The Column of Constantine (Turkish: Çemberlitaş Sütunu; Greek: Στήλη του Κωνσταντίνου Α΄; Latin: Columna Constantini) is a monumental column commemorating the dedication of Constantinople by Roman emperor Constantine the Great on 11 May 330 AD. Completed c. 328 AD, it is the oldest Constantinian monument to survive in Istanbul. The column stood in the centre of the Forum of Constantine, on the second-highest of the seven hills of Nova Roma, and was midway along the Mese odos, the ancient city's main thoroughfare.
Ottoman repairs in c. 1515 added iron reinforcing hoops to the shaft. The column was consequently given the Turkish name Çemberlitaş (from çemberli 'hooped' and taş 'stone'), which also came to refer to the surrounding area.
The column stands at the point where Yeniçeriler Caddesi ('Street of the Janissaries') joined the Divan Yolu ('Road to the Divan'), the two streets connecting Sultanahmet Square with Beyazıt Square and roughly following the course of the old Mese odos. The Roman street led eastward to the Augustaion, the Hippodrome, Hagia Sophia, the Baths of Zeuxippus, and the Chalke Gate of the Great Palace. To the west it led through the Forum of Theodosius to the Philadelphion and the walls of Constantinople. In Constantine's Forum itself the emperor established the original home of the Byzantine Senate.[1][2]
The column stands right beside the Çemberlitaş stop on the T1 tramline.
^Yoncaci Arslan, Pelin (2016). "Towards a New Honorific Column: The Column of Constantine In Early Byzantine Urban Landscape". METU Journal of the Faculty of Architecture. 33 (1). Middle East Technical University: 121–145. doi:10.4305/METU.JFA.2016.1.5. hdl:11511/39361.
^Gehn, Ulrich (2012). "LSA-2457 Porphyry Column, once crowned by colossal statue of Constantine I. Constantinople, Forum of Constantine. 328". Last Statues of Antiquity. Oxford University. Retrieved 2020-05-08.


DIRECTIONS FOR THIS TASK:
State how many lines of the entries below hold the word "Slim"; reply with nothing but the number.

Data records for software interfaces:
* * * * * * *
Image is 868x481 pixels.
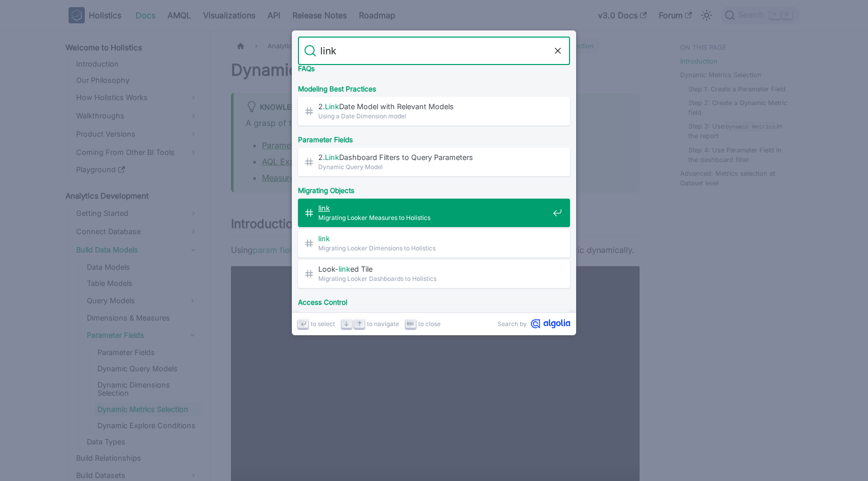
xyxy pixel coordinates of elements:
[296,77,572,97] div: Modeling Best Practices
[319,274,549,283] span: Migrating Looker Dashboards to Holistics
[325,102,339,111] mark: Link
[552,45,564,57] button: Clear the query
[531,319,570,328] svg: Algolia
[298,97,570,125] a: 2.LinkDate Model with Relevant Models​Using a Date Dimension model
[296,127,572,148] div: Parameter Fields
[319,234,330,243] mark: link
[298,310,570,339] a: CRUD Data Schedules and ShareableLinksUser Roles
[343,320,350,328] svg: Arrow down
[339,265,350,273] mark: link
[498,319,570,328] a: Search byAlgolia
[319,111,549,121] span: Using a Date Dimension model
[299,320,307,328] svg: Enter key
[406,320,414,328] svg: Escape key
[498,319,527,328] span: Search by
[356,320,364,328] svg: Arrow up
[319,264,549,274] span: Look- ed Tile
[296,178,572,198] div: Migrating Objects
[311,319,335,328] span: to select
[317,37,552,65] input: Search docs
[319,243,549,253] span: Migrating Looker Dimensions to Holistics
[296,290,572,310] div: Access Control
[319,213,549,223] span: Migrating Looker Measures to Holistics
[319,152,549,162] span: 2. Dashboard Filters to Query Parameters​
[298,259,570,288] a: Look-linked TileMigrating Looker Dashboards to Holistics
[319,162,549,171] span: Dynamic Query Model
[367,319,399,328] span: to navigate
[296,57,572,77] div: FAQs
[319,204,330,212] mark: link
[298,148,570,176] a: 2.LinkDashboard Filters to Query Parameters​Dynamic Query Model
[325,153,339,162] mark: Link
[319,102,549,111] span: 2. Date Model with Relevant Models​
[298,229,570,257] a: linkMigrating Looker Dimensions to Holistics
[298,198,570,227] a: linkMigrating Looker Measures to Holistics
[418,319,441,328] span: to close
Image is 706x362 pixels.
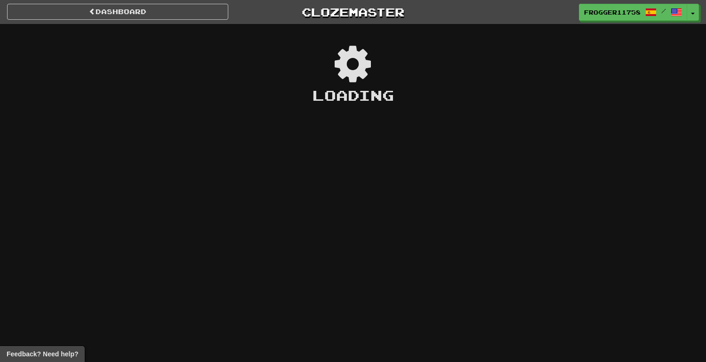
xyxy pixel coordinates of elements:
[243,4,464,20] a: Clozemaster
[7,349,78,359] span: Open feedback widget
[579,4,687,21] a: frogger11758 /
[584,8,641,16] span: frogger11758
[7,4,228,20] a: Dashboard
[662,8,666,14] span: /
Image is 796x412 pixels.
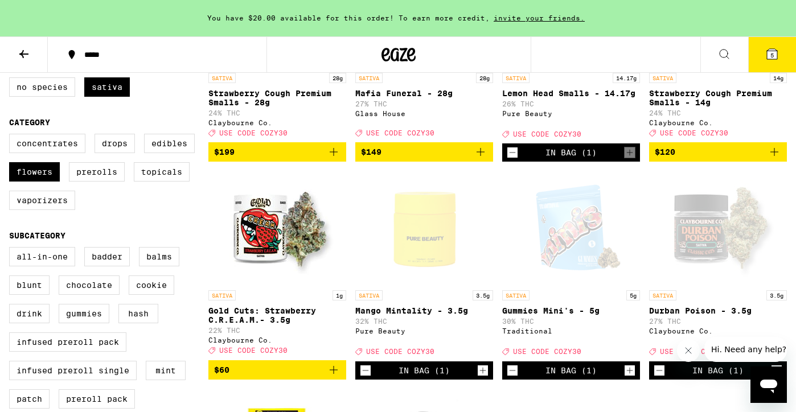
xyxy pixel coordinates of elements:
p: 14g [770,73,787,83]
a: Open page for Mango Mintality - 3.5g from Pure Beauty [355,171,493,361]
p: 5g [627,291,640,301]
p: 32% THC [355,318,493,325]
p: 3.5g [473,291,493,301]
span: USE CODE COZY30 [366,129,435,137]
p: SATIVA [649,73,677,83]
span: invite your friends. [490,14,589,22]
p: Gold Cuts: Strawberry C.R.E.A.M.- 3.5g [209,306,346,325]
button: Increment [771,365,783,377]
label: Vaporizers [9,191,75,210]
span: 5 [771,52,774,59]
label: Patch [9,390,50,409]
p: Gummies Mini's - 5g [502,306,640,316]
a: Open page for Gold Cuts: Strawberry C.R.E.A.M.- 3.5g from Claybourne Co. [209,171,346,360]
p: 24% THC [649,109,787,117]
p: SATIVA [209,73,236,83]
img: Claybourne Co. - Gold Cuts: Strawberry C.R.E.A.M.- 3.5g [220,171,334,285]
legend: Category [9,118,50,127]
label: Chocolate [59,276,120,295]
button: 5 [749,37,796,72]
iframe: Close message [677,340,700,362]
span: $199 [214,148,235,157]
label: Hash [118,304,158,324]
label: Cookie [129,276,174,295]
p: 3.5g [767,291,787,301]
p: Lemon Head Smalls - 14.17g [502,89,640,98]
span: USE CODE COZY30 [513,349,582,356]
p: Strawberry Cough Premium Smalls - 14g [649,89,787,107]
a: Open page for Gummies Mini's - 5g from Traditional [502,171,640,361]
iframe: Button to launch messaging window [751,367,787,403]
p: 22% THC [209,327,346,334]
label: Badder [84,247,130,267]
p: Durban Poison - 3.5g [649,306,787,316]
span: $60 [214,366,230,375]
a: Open page for Durban Poison - 3.5g from Claybourne Co. [649,171,787,361]
div: In Bag (1) [546,148,597,157]
p: Mango Mintality - 3.5g [355,306,493,316]
p: 28g [329,73,346,83]
label: Sativa [84,77,130,97]
span: USE CODE COZY30 [219,129,288,137]
button: Decrement [507,365,518,377]
span: USE CODE COZY30 [366,349,435,356]
p: SATIVA [355,291,383,301]
p: 24% THC [209,109,346,117]
div: Pure Beauty [502,110,640,117]
label: Infused Preroll Single [9,361,137,381]
div: Claybourne Co. [209,119,346,126]
label: Concentrates [9,134,85,153]
label: Blunt [9,276,50,295]
button: Decrement [654,365,665,377]
p: 14.17g [613,73,640,83]
label: Preroll Pack [59,390,135,409]
p: SATIVA [502,291,530,301]
button: Decrement [360,365,371,377]
div: Pure Beauty [355,328,493,335]
p: 27% THC [649,318,787,325]
p: 28g [476,73,493,83]
span: USE CODE COZY30 [219,348,288,355]
label: Infused Preroll Pack [9,333,126,352]
button: Add to bag [209,361,346,380]
p: Mafia Funeral - 28g [355,89,493,98]
label: Mint [146,361,186,381]
span: $120 [655,148,676,157]
p: 1g [333,291,346,301]
p: SATIVA [209,291,236,301]
div: In Bag (1) [399,366,450,375]
div: In Bag (1) [546,366,597,375]
span: You have $20.00 available for this order! To earn more credit, [207,14,490,22]
span: USE CODE COZY30 [660,129,729,137]
label: Drink [9,304,50,324]
button: Decrement [507,147,518,158]
legend: Subcategory [9,231,66,240]
div: Claybourne Co. [649,119,787,126]
div: Traditional [502,328,640,335]
p: Strawberry Cough Premium Smalls - 28g [209,89,346,107]
p: 27% THC [355,100,493,108]
span: USE CODE COZY30 [660,349,729,356]
label: Prerolls [69,162,125,182]
p: 30% THC [502,318,640,325]
label: Balms [139,247,179,267]
button: Increment [624,147,636,158]
div: Glass House [355,110,493,117]
label: Gummies [59,304,109,324]
button: Add to bag [209,142,346,162]
div: In Bag (1) [693,366,744,375]
label: No Species [9,77,75,97]
p: SATIVA [355,73,383,83]
p: SATIVA [502,73,530,83]
p: SATIVA [649,291,677,301]
button: Increment [624,365,636,377]
p: 26% THC [502,100,640,108]
button: Increment [477,365,489,377]
label: Topicals [134,162,190,182]
div: Claybourne Co. [209,337,346,344]
div: Claybourne Co. [649,328,787,335]
label: Drops [95,134,135,153]
button: Add to bag [355,142,493,162]
iframe: Message from company [705,337,787,362]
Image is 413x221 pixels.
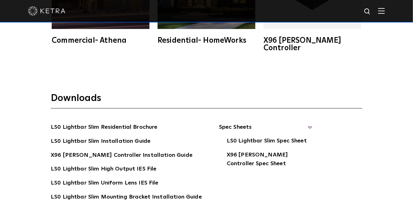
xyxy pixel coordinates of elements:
[264,37,361,52] div: X96 [PERSON_NAME] Controller
[52,37,150,44] div: Commercial- Athena
[227,136,307,146] a: LS0 Lightbar Slim Spec Sheet
[51,92,362,108] h3: Downloads
[378,8,385,14] img: Hamburger%20Nav.svg
[51,151,193,161] a: X96 [PERSON_NAME] Controller Installation Guide
[227,150,313,169] a: X96 [PERSON_NAME] Controller Spec Sheet
[51,179,159,189] a: LS0 Lightbar Slim Uniform Lens IES File
[364,8,372,16] img: search icon
[51,165,157,174] a: LS0 Lightbar Slim High Output IES File
[219,123,313,136] span: Spec Sheets
[158,37,255,44] div: Residential- HomeWorks
[51,123,158,133] a: LS0 Lightbar Slim Residential Brochure
[28,6,65,16] img: ketra-logo-2019-white
[51,137,150,147] a: LS0 Lightbar Slim Installation Guide
[51,193,202,203] a: LS0 Lightbar Slim Mounting Bracket Installation Guide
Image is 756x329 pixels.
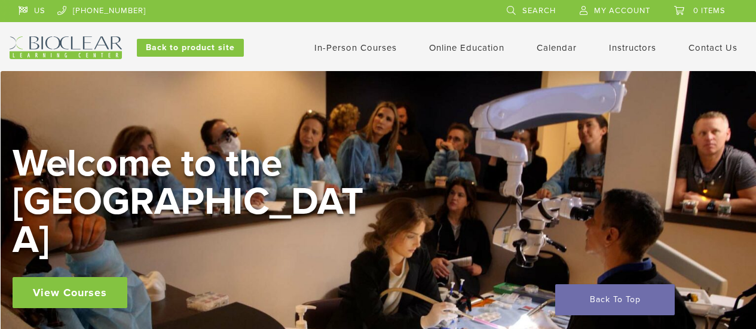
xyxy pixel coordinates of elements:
a: In-Person Courses [314,42,397,53]
a: Calendar [537,42,577,53]
a: View Courses [13,277,127,308]
span: Search [522,6,556,16]
a: Instructors [609,42,656,53]
h2: Welcome to the [GEOGRAPHIC_DATA] [13,145,371,259]
img: Bioclear [10,36,122,59]
span: 0 items [693,6,726,16]
a: Back to product site [137,39,244,57]
a: Contact Us [689,42,738,53]
a: Back To Top [555,285,675,316]
a: Online Education [429,42,504,53]
span: My Account [594,6,650,16]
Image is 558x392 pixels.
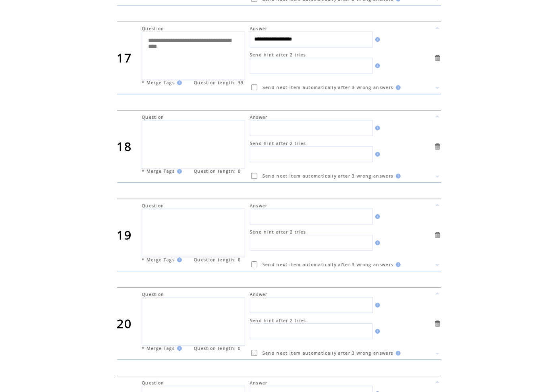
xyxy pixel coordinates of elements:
span: Send next item automatically after 3 wrong answers [263,262,394,267]
a: Move this item up [433,113,441,121]
a: Move this item down [433,350,441,358]
a: Delete this item [433,55,441,62]
img: help.gif [394,263,401,267]
img: help.gif [394,351,401,356]
span: Send hint after 2 tries [250,230,306,235]
span: Question [142,115,165,121]
a: Move this item up [433,379,441,386]
span: Answer [250,292,267,298]
a: Move this item down [433,173,441,181]
span: * Merge Tags [142,258,175,263]
span: Question [142,204,165,209]
span: Question length: 0 [194,346,240,352]
span: Send next item automatically after 3 wrong answers [263,85,394,90]
img: help.gif [373,240,380,246]
a: Move this item up [433,24,441,32]
a: Move this item down [433,84,441,92]
span: * Merge Tags [142,346,175,352]
img: help.gif [373,63,380,69]
img: help.gif [394,174,401,179]
span: Send hint after 2 tries [250,141,306,146]
span: * Merge Tags [142,169,175,175]
span: Send next item automatically after 3 wrong answers [263,350,394,356]
img: help.gif [373,126,380,130]
span: Question length: 0 [194,258,240,263]
img: help.gif [373,152,380,157]
span: * Merge Tags [142,80,175,86]
img: help.gif [175,347,182,351]
span: 20 [117,316,132,332]
a: Delete this item [433,320,441,327]
a: Move this item up [433,290,441,298]
img: help.gif [175,169,182,174]
img: help.gif [394,86,401,90]
span: Question [142,26,165,32]
img: help.gif [373,329,380,334]
img: help.gif [373,215,380,219]
span: Answer [250,204,267,209]
span: Question length: 0 [194,169,240,175]
span: 18 [117,138,132,155]
span: Answer [250,381,267,386]
span: Question [142,381,165,386]
img: help.gif [373,303,380,308]
span: Send next item automatically after 3 wrong answers [263,173,394,179]
span: 19 [117,227,132,244]
img: help.gif [373,38,380,42]
span: 17 [117,50,132,67]
span: Answer [250,115,267,121]
span: Send hint after 2 tries [250,318,306,323]
a: Move this item up [433,202,441,209]
span: Answer [250,26,267,32]
span: Question length: 39 [194,80,244,86]
img: help.gif [175,80,182,86]
a: Move this item down [433,262,441,269]
img: help.gif [175,258,182,263]
a: Delete this item [433,232,441,239]
a: Delete this item [433,143,441,151]
span: Question [142,292,165,298]
span: Send hint after 2 tries [250,53,306,58]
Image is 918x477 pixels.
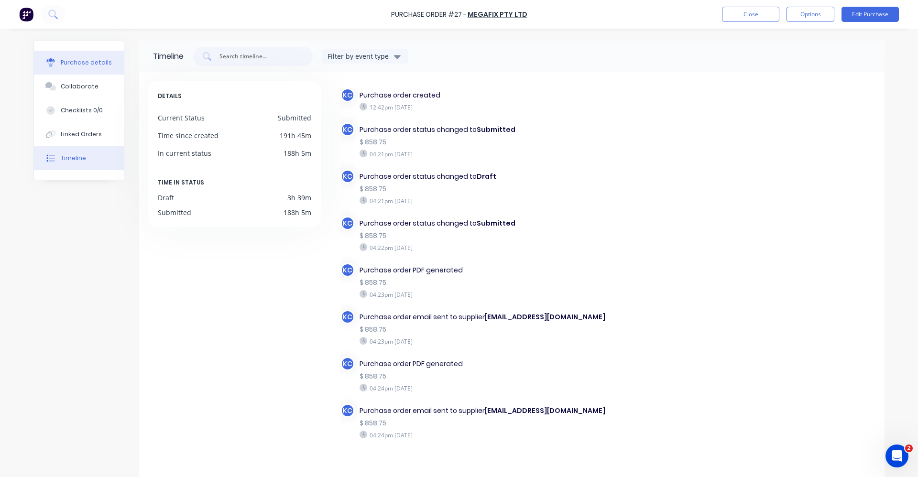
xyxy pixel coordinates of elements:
div: Submitted [278,113,311,123]
div: KC [341,357,355,371]
div: 04:21pm [DATE] [360,197,607,205]
span: 2 [905,445,913,453]
div: KC [341,216,355,231]
div: 3h 39m [287,193,311,203]
div: Purchase order PDF generated [360,359,607,369]
button: Timeline [34,146,124,170]
a: MEGAFIX PTY LTD [468,10,528,19]
div: 04:21pm [DATE] [360,150,607,158]
div: KC [341,88,355,102]
div: Purchase order status changed to [360,125,607,135]
button: Collaborate [34,75,124,99]
div: Collaborate [61,82,99,91]
div: 04:23pm [DATE] [360,290,607,299]
b: Draft [477,172,497,181]
div: Filter by event type [328,51,392,61]
button: Close [722,7,780,22]
div: KC [341,263,355,277]
div: 188h 5m [284,148,311,158]
button: Linked Orders [34,122,124,146]
div: Submitted [158,208,191,218]
button: Checklists 0/0 [34,99,124,122]
div: Purchase order PDF generated [360,265,607,276]
span: DETAILS [158,91,182,101]
div: KC [341,122,355,137]
div: Purchase order status changed to [360,219,607,229]
div: $ 858.75 [360,419,607,429]
input: Search timeline... [219,52,298,61]
b: [EMAIL_ADDRESS][DOMAIN_NAME] [485,312,606,322]
div: 191h 45m [280,131,311,141]
img: Factory [19,7,33,22]
div: KC [341,310,355,324]
div: Purchase order created [360,90,607,100]
div: Purchase order email sent to supplier [360,312,607,322]
div: 04:24pm [DATE] [360,384,607,393]
div: KC [341,404,355,418]
span: TIME IN STATUS [158,177,204,188]
b: Submitted [477,219,516,228]
div: Time since created [158,131,219,141]
div: 04:24pm [DATE] [360,431,607,440]
button: Edit Purchase [842,7,899,22]
div: Checklists 0/0 [61,106,103,115]
div: Current Status [158,113,205,123]
b: Submitted [477,125,516,134]
div: Purchase order email sent to supplier [360,406,607,416]
div: $ 858.75 [360,137,607,147]
div: 04:23pm [DATE] [360,337,607,346]
div: 04:22pm [DATE] [360,243,607,252]
iframe: Intercom live chat [886,445,909,468]
button: Filter by event type [322,49,409,64]
div: $ 858.75 [360,372,607,382]
div: 12:42pm [DATE] [360,103,607,111]
div: Purchase Order #27 - [391,10,467,20]
div: KC [341,169,355,184]
b: [EMAIL_ADDRESS][DOMAIN_NAME] [485,406,606,416]
div: $ 858.75 [360,184,607,194]
button: Purchase details [34,51,124,75]
div: 188h 5m [284,208,311,218]
div: Draft [158,193,174,203]
div: Purchase order status changed to [360,172,607,182]
div: Timeline [153,51,184,62]
div: Purchase details [61,58,112,67]
div: $ 858.75 [360,325,607,335]
div: Linked Orders [61,130,102,139]
div: Timeline [61,154,86,163]
button: Options [787,7,835,22]
div: In current status [158,148,211,158]
div: $ 858.75 [360,278,607,288]
div: $ 858.75 [360,231,607,241]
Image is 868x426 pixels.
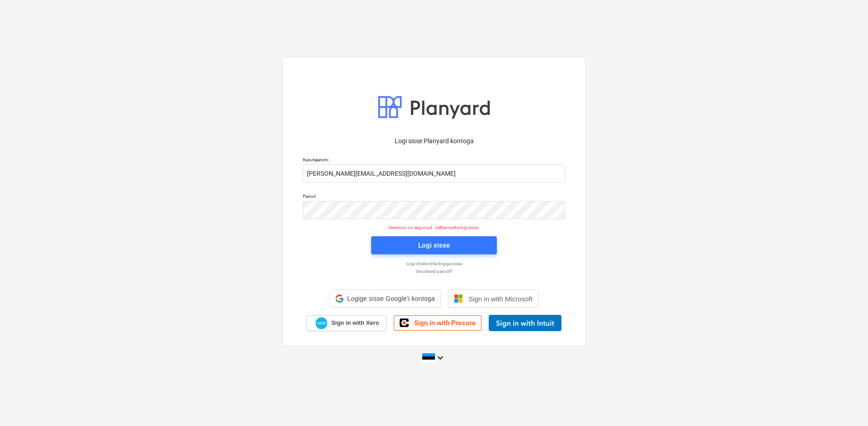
* * * * * * *
EXPECTED ANSWER:
6